When Hype Distorts News of Scientific Discoveries

IT'S easy to get excited about astronomy. The science deals in superlatives - stellar explosions, echoes of primordial creation. But it also lends itself to hype that can distort news of major discoveries.

That's why cosmologists are having second thoughts about an announcement that electrified news media around the world last April.

A scientific team working with the Cosmic Background Explorer (COBE) satellite reported finding the earliest traces of the underlying structure that produced the distribution of matter we now see in the universe. These showed up as minute temperature differences in the "fossil" radiation that permeates the cosmos as a relic of the universe's birth.

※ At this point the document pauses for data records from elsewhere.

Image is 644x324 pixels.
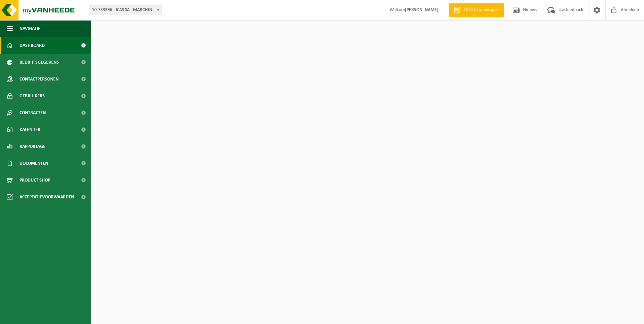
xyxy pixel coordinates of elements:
span: Bedrijfsgegevens [19,54,59,71]
span: Contracten [19,104,46,121]
span: Acceptatievoorwaarden [19,189,74,206]
span: Rapportage [19,138,45,155]
span: Documenten [19,155,48,172]
a: Offerte aanvragen [449,3,504,17]
span: Gebruikers [19,88,45,104]
span: 10-733396 - JCAS SA - MARCHIN [89,5,162,15]
strong: [PERSON_NAME] [405,8,438,13]
span: Navigatie [19,20,40,37]
span: Offerte aanvragen [462,7,501,13]
span: Dashboard [19,37,45,54]
span: 10-733396 - JCAS SA - MARCHIN [89,5,162,15]
span: Kalender [19,121,40,138]
span: Contactpersonen [19,71,59,88]
span: Product Shop [19,172,50,189]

This was indeed a major finding. But some scientists let their enthusiasm color their judgment when talking about it publicly. Some called it the greatest astronomical discovery of the century, ignoring the fact that the earlier discovery of the background radiation itself had a better claim to the title. Some even suggested religious implications. A widely used quote came from George Smoot of the University of California, Berkeley, principal investigator on the COBE team. He told the April 23 press conf erence that "if you're religious, it's like seeing God."

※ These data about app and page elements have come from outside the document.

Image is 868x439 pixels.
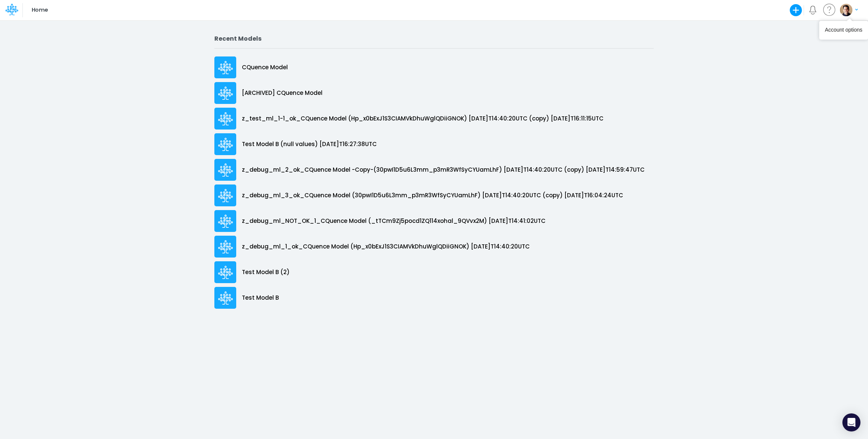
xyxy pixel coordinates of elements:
[215,209,653,234] a: z_debug_ml_NOT_OK_1_CQuence Model (_tTCm9Zj5pocd1ZQ114xohal_9QVvx2M) [DATE]T14:41:02UTC
[215,35,653,42] h2: Recent Models
[215,234,653,259] a: z_debug_ml_1_ok_CQuence Model (Hp_x0bExJ1S3CIAMVkDhuWglQDiiGNOK) [DATE]T14:40:20UTC
[242,268,290,277] p: Test Model B (2)
[31,6,48,14] p: Home
[215,55,653,80] a: CQuence Model
[242,294,279,302] p: Test Model B
[808,6,817,14] a: Notifications
[215,183,653,209] a: z_debug_ml_3_ok_CQuence Model (30pwI1D5u6L3mm_p3mR3WfSyCYUamLhF) [DATE]T14:40:20UTC (copy) [DATE]...
[215,80,653,106] a: [ARCHIVED] CQuence Model
[825,27,862,34] div: Account options
[242,63,288,72] p: CQuence Model
[242,191,623,200] p: z_debug_ml_3_ok_CQuence Model (30pwI1D5u6L3mm_p3mR3WfSyCYUamLhF) [DATE]T14:40:20UTC (copy) [DATE]...
[242,140,377,149] p: Test Model B (null values) [DATE]T16:27:38UTC
[842,414,861,432] div: Open Intercom Messenger
[215,157,653,183] a: z_debug_ml_2_ok_CQuence Model -Copy-(30pwI1D5u6L3mm_p3mR3WfSyCYUamLhF) [DATE]T14:40:20UTC (copy) ...
[215,285,653,311] a: Test Model B
[242,114,604,123] p: z_test_ml_1-1_ok_CQuence Model (Hp_x0bExJ1S3CIAMVkDhuWglQDiiGNOK) [DATE]T14:40:20UTC (copy) [DATE...
[215,259,653,285] a: Test Model B (2)
[242,217,546,226] p: z_debug_ml_NOT_OK_1_CQuence Model (_tTCm9Zj5pocd1ZQ114xohal_9QVvx2M) [DATE]T14:41:02UTC
[215,106,653,132] a: z_test_ml_1-1_ok_CQuence Model (Hp_x0bExJ1S3CIAMVkDhuWglQDiiGNOK) [DATE]T14:40:20UTC (copy) [DATE...
[242,89,322,98] p: [ARCHIVED] CQuence Model
[242,166,644,175] p: z_debug_ml_2_ok_CQuence Model -Copy-(30pwI1D5u6L3mm_p3mR3WfSyCYUamLhF) [DATE]T14:40:20UTC (copy) ...
[242,243,530,251] p: z_debug_ml_1_ok_CQuence Model (Hp_x0bExJ1S3CIAMVkDhuWglQDiiGNOK) [DATE]T14:40:20UTC
[215,132,653,157] a: Test Model B (null values) [DATE]T16:27:38UTC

With that kind of hype coming from within the scientific community, you can't blame the news media for playing up the story. They reported that astronomers at last had "proof" that the universe originated in a so-called Big Bang explosion of energy and space-time. Some stories even spoke of discerning "the mind of God" in new evidence of primordial "creation."

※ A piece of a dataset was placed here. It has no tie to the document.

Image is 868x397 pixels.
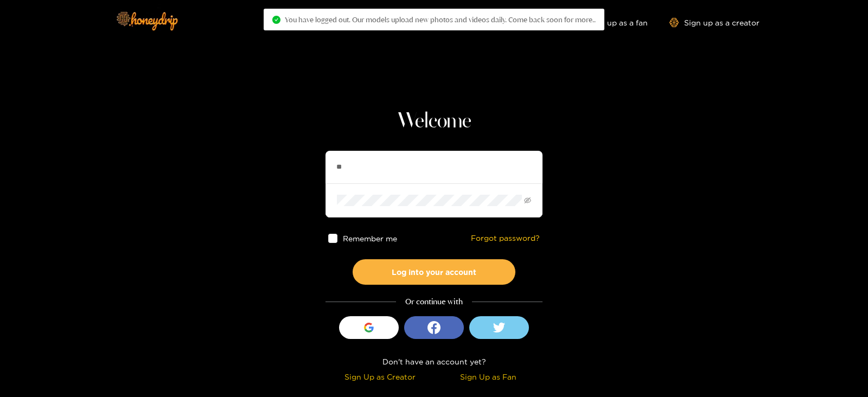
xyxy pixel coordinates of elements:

This all seems silly now. As the journal Science noted in reporting a recent conference assessing the COBE findings, theories of cosmic evolution are proliferating as cosmologists wrestle with the new data. Although those data are consistent with the Big Bang, they don't constitute long-awaited proof that this actually happened. As University of California, Berkeley, cosmologist Marc Davis told the conference, "The Big Bang didn't need this proof." It already rests solidly on other evidence, especially o n the existence of the background radiation.

None of this diminishes the importance of what Dr. Smoot and his colleagues have done. By painstaking analysis, they have found minute temperature variations in the background radiation. Much of the pattern they trace is spurious. It represents instrument noise. But there also seem to be genuine irregularities - echoes of primordial ripples in space-time - around which the universe has structured itself.

Scientists have very few observed cosmological facts to work with. They already knew that the observed expansion of the universe, the existence of the fossil radiation, and the relative abundance of light elements are in line with predictions of Big Bang theory. They knew that today galaxies cluster around the edges of large voids, giving the universe a fish-net structure. Now they also know that the fossil radiation seems to show the same large-scale structure etched in terms of regions of temperatures a mere hundred-thousandth of a degree warmer than the surroundings.

Adding that fact to the cosmologists' collection is no mean achievement. It doesn't need to be hyped. And it has nothing to do with religion.